A 6.5-magnitude earthquake killed at least two people in the central Philippines yesterday, with more than five people still trapped inside a collapsed commercial building, officials said.
An 18-year-old woman died after being hit by falling debris in Ormoc City on Leyte island, near the epicentre of the quake, police said.
Elsewhere, rescuers pulled out eight survivors and one body from a collapsed three-storey structure in the town of Kananga, also on Leyte island, Kananga vice mayor Elmer Codilla said. “Eight people have been rescued. All are in the hospital,” he said, declining to say if their injuries were serious.
Among those rescued were two people who previously sent SMS messages under the rubble, calling for help, he said.
“There are six or seven still inside. Definitely more than five but less than ten,” he added.
Among those still trapped are two children who have been reached by rescuers but who still cannot be extricated from the rubble, the vice-mayor said.
“We have given them water,” he added.
Dominico Petilla, the governor of Leyte province, said rescue personnel, ambulances and heavy equipment have been sent to the mountainous town of about 50,000 people.
“They’re still trying to pull out the injured,” Petilla told local television.
The 10-year-old building housed a small hotel upstairs and shops on the ground floor, officials said.
The quake hit at a depth of around 6kms, the US Geological Survey said.
There was no warning of a tsunami, the Pacific Tsunami Warning Center said.
Large parts of Leyte were devastated by super typhoon Haiyan in November 2013. Huge tsunami-like waves smashed the city of Tacloban and nearby areas, leaving 7,350 people dead or missing.
Tacloban and Ormoc, the island’s other main city, largely escaped damage this time, residents contacted by telephone said.
However, the entire island of Leyte as well as neighbouring islands were still without power after the quake caused geothermal plants on the island to shut down, an energy department statement said.
While the plants were soon back online, inspectors were still searching for damage to power lines, the department said, adding that it could take “one or two weeks” to fully restore power.
Roy Ribo, an official with a farmers’ organisation who was visiting Kananga, said he watched schoolchildren panic as their teachers herded them out of their classrooms for safety after the quake.
“Many children were hysterical. They were frantic, crying,” he added.
Father Romy Salazar, the Catholic parish priest of the Leyte town of Jaro at the quake’s epicentre, said residents rushed out of their homes as the town shook.
“I was inside the church. I was forced to hold on to the main door,” Salazar said, but added he had not seen any major damage in the town.
In February, a 6.5-magnitude quake killed eight people and left more than 250 injured outside the southern city of Surigao.
The following month a 5.9-magnitude tremor killed one person there in March.
Before the Surigao quakes, the last fatal earthquake to hit the country was a 7.1-magnitude tremor that left more than 220 people dead and destroyed historic churches when it struck the central islands in October 2013.
The Philippines lies on the so-called Ring of Fire, a vast Pacific Ocean region where many quakes and volcanic eruptions occur.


**Directions for this task:** Gather each line of the records where "costs" appears.

**Study material:**
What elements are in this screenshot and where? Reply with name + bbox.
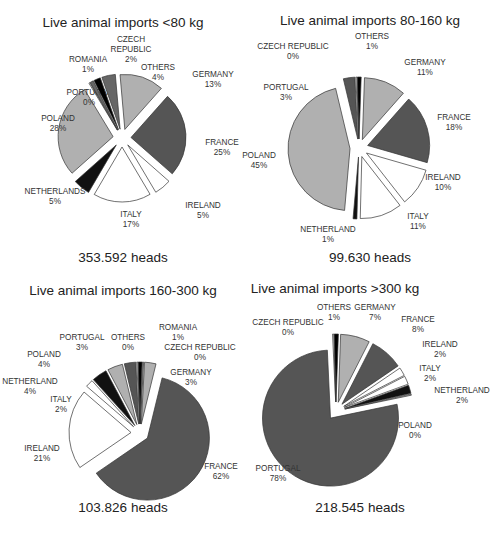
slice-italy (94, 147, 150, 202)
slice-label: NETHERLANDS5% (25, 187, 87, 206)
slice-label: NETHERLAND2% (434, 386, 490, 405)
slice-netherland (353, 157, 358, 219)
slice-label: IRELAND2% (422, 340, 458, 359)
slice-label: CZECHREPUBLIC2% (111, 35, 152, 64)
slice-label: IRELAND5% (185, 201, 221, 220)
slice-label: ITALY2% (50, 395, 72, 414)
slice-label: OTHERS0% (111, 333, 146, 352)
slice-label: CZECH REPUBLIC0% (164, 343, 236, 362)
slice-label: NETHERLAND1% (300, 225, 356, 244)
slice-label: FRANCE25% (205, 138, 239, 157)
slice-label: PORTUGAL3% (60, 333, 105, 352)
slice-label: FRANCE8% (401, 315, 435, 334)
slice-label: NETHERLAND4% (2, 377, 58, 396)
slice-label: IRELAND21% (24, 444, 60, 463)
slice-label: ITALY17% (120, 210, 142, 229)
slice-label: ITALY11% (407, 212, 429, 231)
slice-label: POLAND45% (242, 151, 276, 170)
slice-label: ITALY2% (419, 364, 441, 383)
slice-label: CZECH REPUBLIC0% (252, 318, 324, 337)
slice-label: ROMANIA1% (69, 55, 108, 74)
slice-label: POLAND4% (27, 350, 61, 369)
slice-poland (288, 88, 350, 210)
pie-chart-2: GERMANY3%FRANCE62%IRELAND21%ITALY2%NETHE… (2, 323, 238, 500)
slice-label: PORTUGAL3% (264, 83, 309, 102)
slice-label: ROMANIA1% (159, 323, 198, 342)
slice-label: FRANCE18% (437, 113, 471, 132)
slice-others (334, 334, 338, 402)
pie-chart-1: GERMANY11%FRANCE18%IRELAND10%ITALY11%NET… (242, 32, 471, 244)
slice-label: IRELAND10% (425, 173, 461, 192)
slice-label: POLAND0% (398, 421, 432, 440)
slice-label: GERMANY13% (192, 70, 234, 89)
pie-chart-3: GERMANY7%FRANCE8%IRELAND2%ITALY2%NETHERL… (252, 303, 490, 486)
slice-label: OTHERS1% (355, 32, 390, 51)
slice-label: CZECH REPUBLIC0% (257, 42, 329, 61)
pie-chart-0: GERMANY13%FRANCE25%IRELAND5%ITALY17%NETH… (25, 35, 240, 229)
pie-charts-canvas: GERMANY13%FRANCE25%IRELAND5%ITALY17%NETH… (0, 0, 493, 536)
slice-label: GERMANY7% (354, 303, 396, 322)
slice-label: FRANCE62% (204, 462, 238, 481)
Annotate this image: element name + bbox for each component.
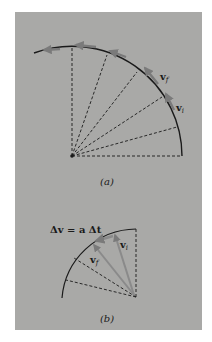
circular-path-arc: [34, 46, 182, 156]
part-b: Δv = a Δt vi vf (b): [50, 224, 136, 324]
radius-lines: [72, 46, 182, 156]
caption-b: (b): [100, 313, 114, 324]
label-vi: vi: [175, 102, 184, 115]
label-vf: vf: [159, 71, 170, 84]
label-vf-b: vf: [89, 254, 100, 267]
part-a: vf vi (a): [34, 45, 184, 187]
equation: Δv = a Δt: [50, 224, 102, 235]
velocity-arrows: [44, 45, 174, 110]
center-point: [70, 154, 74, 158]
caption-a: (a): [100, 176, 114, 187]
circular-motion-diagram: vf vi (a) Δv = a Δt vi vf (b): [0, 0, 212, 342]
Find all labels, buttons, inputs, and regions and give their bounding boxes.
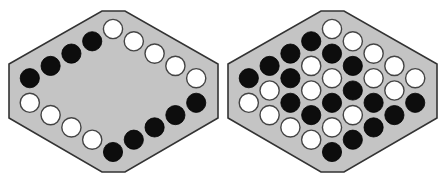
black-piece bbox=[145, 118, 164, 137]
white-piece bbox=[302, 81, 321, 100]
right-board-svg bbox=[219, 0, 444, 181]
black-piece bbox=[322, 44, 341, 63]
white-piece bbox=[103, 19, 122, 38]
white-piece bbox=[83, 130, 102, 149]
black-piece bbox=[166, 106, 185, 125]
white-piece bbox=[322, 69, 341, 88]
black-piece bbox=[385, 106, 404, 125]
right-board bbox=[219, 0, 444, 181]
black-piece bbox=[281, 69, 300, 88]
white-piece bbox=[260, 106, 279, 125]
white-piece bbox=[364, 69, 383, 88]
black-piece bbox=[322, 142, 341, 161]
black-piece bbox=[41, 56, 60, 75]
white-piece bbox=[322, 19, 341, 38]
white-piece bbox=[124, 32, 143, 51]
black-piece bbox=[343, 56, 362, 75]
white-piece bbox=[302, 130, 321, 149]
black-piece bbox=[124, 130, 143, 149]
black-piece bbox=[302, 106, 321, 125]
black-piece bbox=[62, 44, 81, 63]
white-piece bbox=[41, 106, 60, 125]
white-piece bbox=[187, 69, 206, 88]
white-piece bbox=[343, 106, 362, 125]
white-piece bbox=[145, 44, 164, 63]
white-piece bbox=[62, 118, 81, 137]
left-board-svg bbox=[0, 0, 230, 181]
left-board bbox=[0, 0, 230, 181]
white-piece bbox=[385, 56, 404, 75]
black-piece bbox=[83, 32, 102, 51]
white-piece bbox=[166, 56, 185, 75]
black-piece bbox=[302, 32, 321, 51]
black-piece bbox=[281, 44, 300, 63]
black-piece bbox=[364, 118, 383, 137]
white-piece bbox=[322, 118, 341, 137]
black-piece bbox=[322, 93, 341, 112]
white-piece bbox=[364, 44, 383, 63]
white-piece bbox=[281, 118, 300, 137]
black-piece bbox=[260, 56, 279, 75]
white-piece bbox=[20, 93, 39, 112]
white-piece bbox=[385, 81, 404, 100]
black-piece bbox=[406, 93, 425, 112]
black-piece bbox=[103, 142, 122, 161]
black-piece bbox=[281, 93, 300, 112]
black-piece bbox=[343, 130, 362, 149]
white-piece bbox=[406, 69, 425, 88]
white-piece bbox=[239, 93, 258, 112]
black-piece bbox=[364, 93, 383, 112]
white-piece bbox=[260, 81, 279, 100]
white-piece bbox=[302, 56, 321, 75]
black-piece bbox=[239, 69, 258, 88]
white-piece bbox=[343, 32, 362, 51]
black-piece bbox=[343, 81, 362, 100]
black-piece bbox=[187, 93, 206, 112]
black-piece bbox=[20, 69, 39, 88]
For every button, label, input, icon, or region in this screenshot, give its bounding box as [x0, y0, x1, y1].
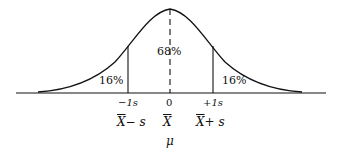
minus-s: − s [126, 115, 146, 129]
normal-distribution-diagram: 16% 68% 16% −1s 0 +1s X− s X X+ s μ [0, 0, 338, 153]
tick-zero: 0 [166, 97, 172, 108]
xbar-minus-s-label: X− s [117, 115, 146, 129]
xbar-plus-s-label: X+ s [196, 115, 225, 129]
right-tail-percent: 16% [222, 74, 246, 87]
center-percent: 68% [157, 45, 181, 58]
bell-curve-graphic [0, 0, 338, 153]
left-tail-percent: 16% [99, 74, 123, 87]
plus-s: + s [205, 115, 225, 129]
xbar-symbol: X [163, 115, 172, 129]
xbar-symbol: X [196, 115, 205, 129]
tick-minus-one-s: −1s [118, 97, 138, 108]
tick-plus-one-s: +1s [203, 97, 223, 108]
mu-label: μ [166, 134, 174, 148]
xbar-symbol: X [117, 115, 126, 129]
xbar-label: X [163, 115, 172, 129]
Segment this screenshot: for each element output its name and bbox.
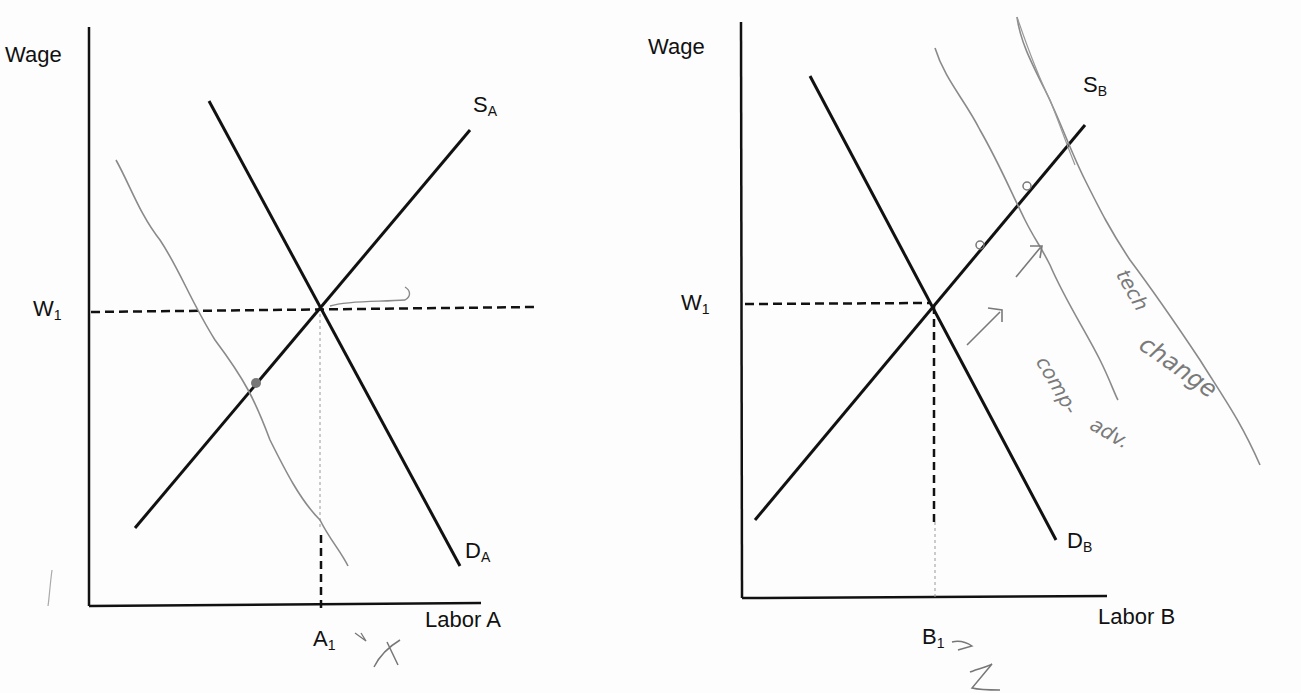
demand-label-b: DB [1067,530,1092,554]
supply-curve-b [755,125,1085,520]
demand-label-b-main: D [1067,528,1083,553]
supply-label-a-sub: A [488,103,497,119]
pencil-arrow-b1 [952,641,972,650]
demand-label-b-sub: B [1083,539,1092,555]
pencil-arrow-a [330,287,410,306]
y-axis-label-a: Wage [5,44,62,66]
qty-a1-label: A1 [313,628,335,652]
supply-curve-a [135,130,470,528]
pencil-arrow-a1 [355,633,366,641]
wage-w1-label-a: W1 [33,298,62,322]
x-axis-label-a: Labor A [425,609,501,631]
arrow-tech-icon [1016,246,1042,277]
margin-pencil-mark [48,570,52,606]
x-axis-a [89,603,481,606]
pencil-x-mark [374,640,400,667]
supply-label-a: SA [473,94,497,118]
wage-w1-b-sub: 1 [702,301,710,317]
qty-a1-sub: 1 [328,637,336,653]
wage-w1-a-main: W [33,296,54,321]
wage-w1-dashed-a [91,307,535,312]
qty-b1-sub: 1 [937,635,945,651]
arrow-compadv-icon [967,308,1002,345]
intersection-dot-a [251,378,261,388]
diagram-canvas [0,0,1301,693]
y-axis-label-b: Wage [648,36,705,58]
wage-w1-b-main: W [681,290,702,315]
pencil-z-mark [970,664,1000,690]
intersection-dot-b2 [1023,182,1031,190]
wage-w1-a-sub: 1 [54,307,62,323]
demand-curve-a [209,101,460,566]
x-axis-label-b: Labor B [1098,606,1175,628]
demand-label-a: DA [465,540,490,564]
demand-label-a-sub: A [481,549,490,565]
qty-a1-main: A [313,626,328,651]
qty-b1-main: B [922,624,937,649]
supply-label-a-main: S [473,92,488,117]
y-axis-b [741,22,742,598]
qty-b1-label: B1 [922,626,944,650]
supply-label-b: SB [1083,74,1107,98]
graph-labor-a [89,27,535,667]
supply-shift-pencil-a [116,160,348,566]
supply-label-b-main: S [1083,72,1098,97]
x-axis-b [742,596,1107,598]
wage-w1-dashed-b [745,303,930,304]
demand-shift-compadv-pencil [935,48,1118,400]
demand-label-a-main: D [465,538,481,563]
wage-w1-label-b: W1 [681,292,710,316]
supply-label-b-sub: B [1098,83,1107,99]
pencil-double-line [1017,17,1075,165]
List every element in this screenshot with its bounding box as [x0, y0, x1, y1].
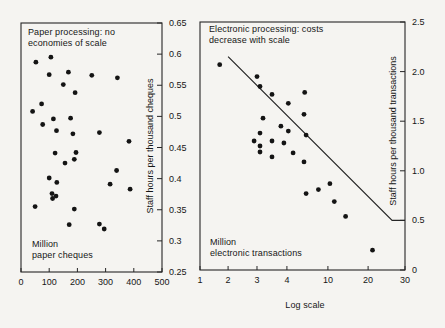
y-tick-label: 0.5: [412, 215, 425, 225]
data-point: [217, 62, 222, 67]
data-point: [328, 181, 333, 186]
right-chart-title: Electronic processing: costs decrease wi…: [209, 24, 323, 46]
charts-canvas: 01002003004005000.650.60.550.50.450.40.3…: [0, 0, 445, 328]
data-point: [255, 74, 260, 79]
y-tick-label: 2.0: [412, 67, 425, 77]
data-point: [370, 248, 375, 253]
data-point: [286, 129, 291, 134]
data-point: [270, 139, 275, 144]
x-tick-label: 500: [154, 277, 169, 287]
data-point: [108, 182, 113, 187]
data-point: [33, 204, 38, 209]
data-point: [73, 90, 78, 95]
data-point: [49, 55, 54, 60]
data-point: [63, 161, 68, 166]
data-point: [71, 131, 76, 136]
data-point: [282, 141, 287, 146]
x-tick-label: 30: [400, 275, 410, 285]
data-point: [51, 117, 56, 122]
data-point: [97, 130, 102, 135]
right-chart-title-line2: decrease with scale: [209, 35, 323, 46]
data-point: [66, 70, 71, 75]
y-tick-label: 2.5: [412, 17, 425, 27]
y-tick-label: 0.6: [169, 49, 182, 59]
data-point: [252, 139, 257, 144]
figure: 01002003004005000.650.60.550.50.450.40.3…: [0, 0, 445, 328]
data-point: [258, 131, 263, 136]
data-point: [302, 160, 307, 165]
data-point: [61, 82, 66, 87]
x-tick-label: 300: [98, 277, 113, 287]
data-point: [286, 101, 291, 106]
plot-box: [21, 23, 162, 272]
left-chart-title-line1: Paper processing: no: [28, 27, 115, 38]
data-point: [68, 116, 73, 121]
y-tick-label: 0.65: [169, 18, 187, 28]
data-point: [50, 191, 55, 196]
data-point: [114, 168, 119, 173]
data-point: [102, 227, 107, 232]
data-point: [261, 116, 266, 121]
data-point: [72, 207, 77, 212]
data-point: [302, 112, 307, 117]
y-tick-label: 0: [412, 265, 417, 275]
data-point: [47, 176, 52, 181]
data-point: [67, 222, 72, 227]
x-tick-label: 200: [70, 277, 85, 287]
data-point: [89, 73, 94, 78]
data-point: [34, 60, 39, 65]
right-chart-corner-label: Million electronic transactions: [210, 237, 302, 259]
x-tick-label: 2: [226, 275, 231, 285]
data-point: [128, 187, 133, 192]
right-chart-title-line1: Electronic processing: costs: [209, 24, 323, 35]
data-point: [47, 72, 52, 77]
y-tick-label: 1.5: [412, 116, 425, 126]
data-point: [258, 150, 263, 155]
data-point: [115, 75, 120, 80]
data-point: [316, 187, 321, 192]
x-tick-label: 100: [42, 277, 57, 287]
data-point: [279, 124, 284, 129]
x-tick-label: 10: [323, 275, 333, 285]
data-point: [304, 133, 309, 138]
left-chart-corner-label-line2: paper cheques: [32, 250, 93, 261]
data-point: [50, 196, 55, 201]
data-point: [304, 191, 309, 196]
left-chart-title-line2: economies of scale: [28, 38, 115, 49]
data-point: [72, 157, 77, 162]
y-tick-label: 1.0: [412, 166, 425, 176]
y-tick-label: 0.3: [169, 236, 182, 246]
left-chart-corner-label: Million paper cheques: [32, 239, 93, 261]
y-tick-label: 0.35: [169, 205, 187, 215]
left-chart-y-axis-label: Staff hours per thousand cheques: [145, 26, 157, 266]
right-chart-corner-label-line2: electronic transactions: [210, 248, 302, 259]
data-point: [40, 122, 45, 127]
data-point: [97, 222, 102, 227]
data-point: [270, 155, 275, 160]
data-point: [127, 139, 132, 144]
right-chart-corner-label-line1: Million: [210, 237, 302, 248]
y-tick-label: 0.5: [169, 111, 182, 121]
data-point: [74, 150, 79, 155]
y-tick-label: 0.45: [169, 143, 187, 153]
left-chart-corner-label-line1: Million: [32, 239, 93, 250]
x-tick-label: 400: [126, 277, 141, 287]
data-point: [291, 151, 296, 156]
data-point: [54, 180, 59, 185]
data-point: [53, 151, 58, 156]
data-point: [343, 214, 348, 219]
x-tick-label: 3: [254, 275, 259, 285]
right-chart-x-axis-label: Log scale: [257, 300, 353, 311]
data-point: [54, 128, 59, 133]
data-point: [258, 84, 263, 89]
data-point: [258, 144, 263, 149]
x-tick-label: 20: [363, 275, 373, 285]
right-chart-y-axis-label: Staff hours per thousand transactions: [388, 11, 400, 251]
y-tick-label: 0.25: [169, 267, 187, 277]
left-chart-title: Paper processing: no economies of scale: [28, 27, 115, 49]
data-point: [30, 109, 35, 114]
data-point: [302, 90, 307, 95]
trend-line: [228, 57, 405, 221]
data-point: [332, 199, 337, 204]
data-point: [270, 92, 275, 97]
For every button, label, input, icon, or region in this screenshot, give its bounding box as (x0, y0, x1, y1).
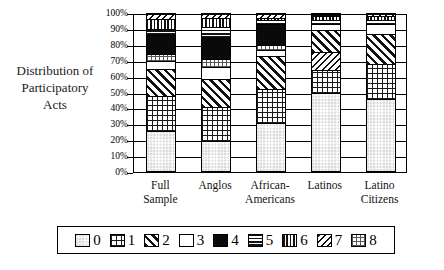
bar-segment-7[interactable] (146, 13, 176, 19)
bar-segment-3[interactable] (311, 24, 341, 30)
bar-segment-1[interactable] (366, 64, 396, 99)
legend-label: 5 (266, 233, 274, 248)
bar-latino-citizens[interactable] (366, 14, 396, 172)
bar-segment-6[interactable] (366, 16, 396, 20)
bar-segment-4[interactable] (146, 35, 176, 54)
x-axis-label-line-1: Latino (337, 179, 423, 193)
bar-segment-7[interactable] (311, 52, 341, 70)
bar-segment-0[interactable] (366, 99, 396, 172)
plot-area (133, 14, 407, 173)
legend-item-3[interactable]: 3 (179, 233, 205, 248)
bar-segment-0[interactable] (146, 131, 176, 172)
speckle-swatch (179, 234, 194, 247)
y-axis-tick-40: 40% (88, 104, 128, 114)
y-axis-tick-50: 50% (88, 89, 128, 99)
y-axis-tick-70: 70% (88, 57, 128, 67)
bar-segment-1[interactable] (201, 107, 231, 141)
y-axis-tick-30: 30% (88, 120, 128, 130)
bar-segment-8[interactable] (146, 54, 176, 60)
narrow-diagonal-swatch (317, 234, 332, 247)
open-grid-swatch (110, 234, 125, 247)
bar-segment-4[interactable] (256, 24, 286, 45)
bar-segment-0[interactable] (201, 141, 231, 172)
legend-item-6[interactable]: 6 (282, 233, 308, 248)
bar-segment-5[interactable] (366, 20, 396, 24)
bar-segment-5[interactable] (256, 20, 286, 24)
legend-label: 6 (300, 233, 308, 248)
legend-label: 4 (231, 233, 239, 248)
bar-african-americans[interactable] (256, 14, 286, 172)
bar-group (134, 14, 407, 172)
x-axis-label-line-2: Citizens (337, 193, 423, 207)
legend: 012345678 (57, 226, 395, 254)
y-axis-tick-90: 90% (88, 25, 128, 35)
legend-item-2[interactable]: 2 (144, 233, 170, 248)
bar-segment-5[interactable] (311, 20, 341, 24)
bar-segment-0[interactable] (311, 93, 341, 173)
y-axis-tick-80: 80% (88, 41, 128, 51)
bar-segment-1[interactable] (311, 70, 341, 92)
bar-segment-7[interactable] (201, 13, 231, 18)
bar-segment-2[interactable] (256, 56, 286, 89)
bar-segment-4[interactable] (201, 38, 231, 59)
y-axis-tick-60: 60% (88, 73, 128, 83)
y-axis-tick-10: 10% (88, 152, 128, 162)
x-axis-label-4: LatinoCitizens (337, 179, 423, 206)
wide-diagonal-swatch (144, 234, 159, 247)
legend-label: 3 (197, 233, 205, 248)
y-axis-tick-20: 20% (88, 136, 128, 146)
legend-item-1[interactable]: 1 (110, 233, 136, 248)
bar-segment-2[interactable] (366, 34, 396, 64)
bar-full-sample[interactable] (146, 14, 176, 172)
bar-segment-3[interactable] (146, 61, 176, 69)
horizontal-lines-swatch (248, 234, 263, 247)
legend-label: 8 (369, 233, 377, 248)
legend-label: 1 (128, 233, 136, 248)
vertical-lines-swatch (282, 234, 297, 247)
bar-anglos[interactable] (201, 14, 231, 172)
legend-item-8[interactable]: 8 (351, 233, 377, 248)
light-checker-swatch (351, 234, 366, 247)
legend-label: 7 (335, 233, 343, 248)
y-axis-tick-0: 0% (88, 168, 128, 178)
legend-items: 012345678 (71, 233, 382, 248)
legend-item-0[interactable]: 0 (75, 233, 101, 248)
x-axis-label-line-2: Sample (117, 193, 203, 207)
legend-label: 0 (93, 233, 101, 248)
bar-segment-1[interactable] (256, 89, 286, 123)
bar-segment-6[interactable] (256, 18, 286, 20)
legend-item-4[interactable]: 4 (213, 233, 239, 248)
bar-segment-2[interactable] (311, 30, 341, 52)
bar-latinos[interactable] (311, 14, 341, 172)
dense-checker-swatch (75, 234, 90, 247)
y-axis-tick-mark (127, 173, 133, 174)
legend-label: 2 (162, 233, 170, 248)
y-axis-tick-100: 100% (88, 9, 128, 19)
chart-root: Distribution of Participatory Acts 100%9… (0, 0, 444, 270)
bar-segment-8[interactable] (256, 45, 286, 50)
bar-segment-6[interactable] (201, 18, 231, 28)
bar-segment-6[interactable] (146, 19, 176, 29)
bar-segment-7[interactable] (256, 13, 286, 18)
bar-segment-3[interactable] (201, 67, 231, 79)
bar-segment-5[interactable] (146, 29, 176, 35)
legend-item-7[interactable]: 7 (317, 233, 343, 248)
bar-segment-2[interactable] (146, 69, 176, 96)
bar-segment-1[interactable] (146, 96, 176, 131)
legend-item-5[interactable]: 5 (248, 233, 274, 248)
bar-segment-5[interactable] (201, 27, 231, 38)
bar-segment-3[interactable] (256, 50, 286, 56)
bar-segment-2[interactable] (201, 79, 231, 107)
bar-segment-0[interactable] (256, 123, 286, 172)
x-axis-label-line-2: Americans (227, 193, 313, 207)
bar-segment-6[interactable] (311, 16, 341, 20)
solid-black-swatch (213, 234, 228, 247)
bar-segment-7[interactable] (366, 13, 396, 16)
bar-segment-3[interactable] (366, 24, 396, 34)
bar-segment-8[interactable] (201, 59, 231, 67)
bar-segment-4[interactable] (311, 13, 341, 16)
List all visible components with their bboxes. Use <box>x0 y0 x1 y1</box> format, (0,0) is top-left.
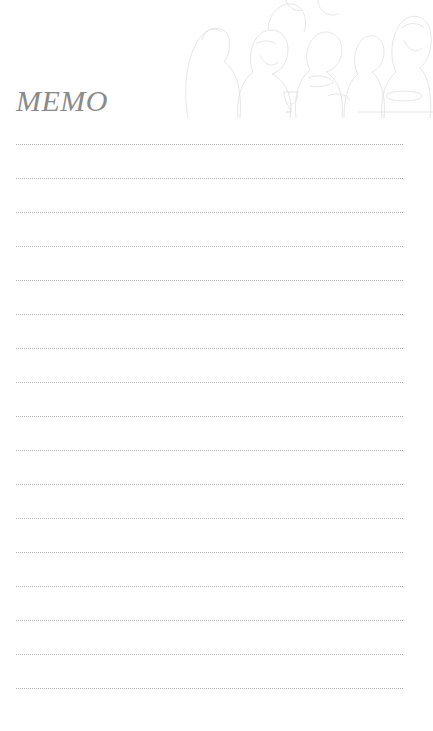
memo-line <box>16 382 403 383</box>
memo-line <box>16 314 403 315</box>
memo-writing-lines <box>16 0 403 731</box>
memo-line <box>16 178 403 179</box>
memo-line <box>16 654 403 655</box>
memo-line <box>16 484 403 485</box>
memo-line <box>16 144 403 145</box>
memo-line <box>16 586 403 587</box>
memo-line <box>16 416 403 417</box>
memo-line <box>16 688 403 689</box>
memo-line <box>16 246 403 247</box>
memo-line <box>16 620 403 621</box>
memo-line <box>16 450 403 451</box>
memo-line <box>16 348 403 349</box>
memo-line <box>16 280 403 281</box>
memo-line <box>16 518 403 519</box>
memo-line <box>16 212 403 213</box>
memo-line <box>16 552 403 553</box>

**Finished exercise:**
right-chart-title: Electronic processing: costs decrease wi…: [209, 24, 323, 46]
right-chart-title-line1: Electronic processing: costs: [209, 24, 323, 35]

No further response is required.